On day one of my three-year shamanic practitioner program, our instructor Julie stood in the middle of the circle, in a large open air room, at the YMCA in Estes Park.
“This will be a lonely journey,” she started. “As a healer, you’ll walk this journey alone. You’ll go through training, but no one will ever know what this is really like. Even your loved ones, friends, and family — they’ll be on the sidelines of this journey.”
Our best work, whether its healing or art or creativity, is made on our own. Friends and family can support us, love us, talk to us, and hold us — but they cannot be us. The work is up to us. And us alone.
This kind of singular experience exists in the workplace, too. You’re the only one who does the job you do. You’re the only one with the lived history of the place. Your colleagues, if you’re lucky, may deepen into friends, but they will still only ever know a certain version of you. This version is usually a heightened version of our real selves; at our best we are chirpy — at worst, we are sullen. Either way, it’s an iteration, a slice. It’s not the whole self. So we exist in a kind of lonely interior landscape — straddling this island, with one leg submerged in work, the other dangling into personal, and never the two shall meet.
That is why, when things get challenging (you’re not given the raise you deserve, you don’t feel heard or seen, a colleague gets a promotion and you don’t), it feels strangely intense. Heightened. On edge. You can’t talk to you co-workers about it, that would be gauche. You’ve already talked your partner’s ear off about it, I’m sure they’re sick of hearing about it by now. So you sit, legs in between worlds, wondering what to do. “Is there something wrong with me,” you ask yourself. But there’s no one to answer that question.
As a coach, at first, I was shocked by the intimacy of my conversations with clients. Thoughts and feelings seemed to come spilling out. Knots of emotions, wrapped up tight from years past. I’ve had to build up my capacity as a coach over the years, the ability to hold space for other people’s emotional processing. (In truth, I don’t mind it now — it energizes me, makes me feel needed). So go ahead, I say, let it out. If not now, then when? Tears are good, they are emotion moving through the body. Let it go or else it gets stuck.
The challenge is that we’re taught that we shouldn’t “make such a big deal” about things or that we shouldn’t “be so emotional.” But when so much is on the line: your identity, your paycheck, your sense of purpose, of course we take it seriously. Plus, we all deep down have some encoded ancestral fear of being ostracized from the group (and therefore left to die), so knowing if you’re well liked or secretly hated is kind of key to survival.
So we are tortured: on one hand, we just want to be professional. Mask our emotions. Just play it cool. On the other, this IS a big deal! We want to be good! We want what we’re doing to be valued. Is it too much to say we want to be loved? But we do. We want to be a part of something important, and we want our contributions to matter.
No one was ever successful by burying their emotions. I know we don’t want to make a fuss, but to be honest sometimes there’s no way around it. Recently, I was coaching someone in the C-suite who was thinking of leaving, even after a meteoric rise in the company. Why go, I asked. It was the same thing that most people feel when they leave: they no longer felt seen or heard. “Wow,” I thought to myself, “even at that level, huh.” Yes, especially at that level.
So say the thing. Make the fuss. Express your feelings. Get it out. Because it’s better to spew the mess on the outside than keep it all bottled up, inside you forever. You can’t move on, or move up, without letting the world know how you feel. Even at the highest levels, the rules apply.
Here’s to saying your truth,
xo
Mandy aka Career Coach Mandy
PS. if you’re on the fence about whether you should stay or go, I recently created a 28-page workbook called the “Should I Quit” journal. It is a physical journal that you write in, and it includes guided prompts, self-reflection questions, and is designed to help you through challenging lines of inquiry. It’s $28 and available on my website to be shipped to your home here. If you have TikTok and want to buy it through my TikTok shop, they are offering free shipping (for first time customers, I think), which you can find here.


■ Exercise instructions ■
This exercise calls for duplicating every entry below exactly, without the images.

── Data records ──

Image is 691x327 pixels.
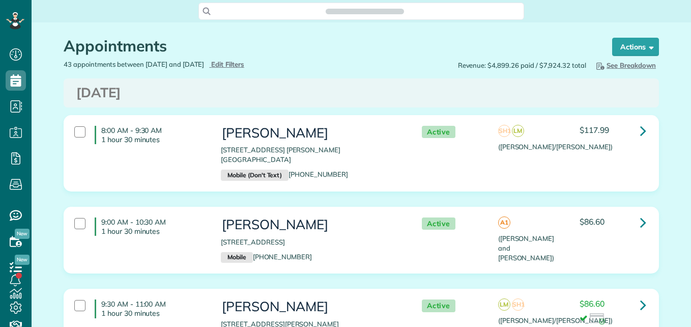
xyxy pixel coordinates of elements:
[64,38,593,54] h1: Appointments
[15,254,30,265] span: New
[422,217,455,230] span: Active
[211,60,244,68] span: Edit Filters
[221,237,401,247] p: [STREET_ADDRESS]
[498,142,612,151] span: ([PERSON_NAME]/[PERSON_NAME])
[336,6,393,16] span: Search ZenMaid…
[221,299,401,314] h3: [PERSON_NAME]
[221,252,312,260] a: Mobile[PHONE_NUMBER]
[594,61,656,69] span: See Breakdown
[498,125,510,137] span: SH1
[76,85,646,100] h3: [DATE]
[579,125,609,135] span: $117.99
[95,299,205,317] h4: 9:30 AM - 11:00 AM
[221,252,252,263] small: Mobile
[579,298,604,308] span: $86.60
[221,126,401,140] h3: [PERSON_NAME]
[498,216,510,228] span: A1
[512,125,524,137] span: LM
[101,308,205,317] p: 1 hour 30 minutes
[498,316,612,324] span: ([PERSON_NAME]/[PERSON_NAME])
[422,126,455,138] span: Active
[458,61,586,70] span: Revenue: $4,899.26 paid / $7,924.32 total
[209,60,244,68] a: Edit Filters
[590,313,605,324] img: icon_credit_card_success-27c2c4fc500a7f1a58a13ef14842cb958d03041fefb464fd2e53c949a5770e83.png
[498,298,510,310] span: LM
[422,299,455,312] span: Active
[612,38,659,56] button: Actions
[221,145,401,164] p: [STREET_ADDRESS] [PERSON_NAME][GEOGRAPHIC_DATA]
[579,216,604,226] span: $86.60
[512,298,524,310] span: SH1
[221,217,401,232] h3: [PERSON_NAME]
[15,228,30,239] span: New
[221,169,288,181] small: Mobile (Don't Text)
[498,234,554,261] span: ([PERSON_NAME] and [PERSON_NAME])
[95,217,205,236] h4: 9:00 AM - 10:30 AM
[591,60,659,71] button: See Breakdown
[221,170,347,178] a: Mobile (Don't Text)[PHONE_NUMBER]
[101,226,205,236] p: 1 hour 30 minutes
[101,135,205,144] p: 1 hour 30 minutes
[56,60,361,69] div: 43 appointments between [DATE] and [DATE]
[95,126,205,144] h4: 8:00 AM - 9:30 AM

───

■ Written solution ■
Image is 691x327 pixels.
xyxy pixel coordinates of elements:
[64,38,593,54] h1: Appointments
[15,254,30,265] span: New
[422,217,455,230] span: Active
[211,60,244,68] span: Edit Filters
[221,237,401,247] p: [STREET_ADDRESS]
[498,142,612,151] span: ([PERSON_NAME]/[PERSON_NAME])
[336,6,393,16] span: Search ZenMaid…
[221,299,401,314] h3: [PERSON_NAME]
[221,252,312,260] a: Mobile[PHONE_NUMBER]
[594,61,656,69] span: See Breakdown
[498,125,510,137] span: SH1
[76,85,646,100] h3: [DATE]
[579,125,609,135] span: $117.99
[95,299,205,317] h4: 9:30 AM - 11:00 AM
[221,252,252,263] small: Mobile
[579,298,604,308] span: $86.60
[221,126,401,140] h3: [PERSON_NAME]
[498,216,510,228] span: A1
[512,125,524,137] span: LM
[101,308,205,317] p: 1 hour 30 minutes
[498,316,612,324] span: ([PERSON_NAME]/[PERSON_NAME])
[422,126,455,138] span: Active
[458,61,586,70] span: Revenue: $4,899.26 paid / $7,924.32 total
[209,60,244,68] a: Edit Filters
[590,313,605,324] img: icon_credit_card_success-27c2c4fc500a7f1a58a13ef14842cb958d03041fefb464fd2e53c949a5770e83.png
[498,298,510,310] span: LM
[422,299,455,312] span: Active
[612,38,659,56] button: Actions
[221,145,401,164] p: [STREET_ADDRESS] [PERSON_NAME][GEOGRAPHIC_DATA]
[579,216,604,226] span: $86.60
[512,298,524,310] span: SH1
[221,217,401,232] h3: [PERSON_NAME]
[15,228,30,239] span: New
[221,169,288,181] small: Mobile (Don't Text)
[498,234,554,261] span: ([PERSON_NAME] and [PERSON_NAME])
[95,217,205,236] h4: 9:00 AM - 10:30 AM
[591,60,659,71] button: See Breakdown
[221,170,347,178] a: Mobile (Don't Text)[PHONE_NUMBER]
[101,226,205,236] p: 1 hour 30 minutes
[101,135,205,144] p: 1 hour 30 minutes
[56,60,361,69] div: 43 appointments between [DATE] and [DATE]
[95,126,205,144] h4: 8:00 AM - 9:30 AM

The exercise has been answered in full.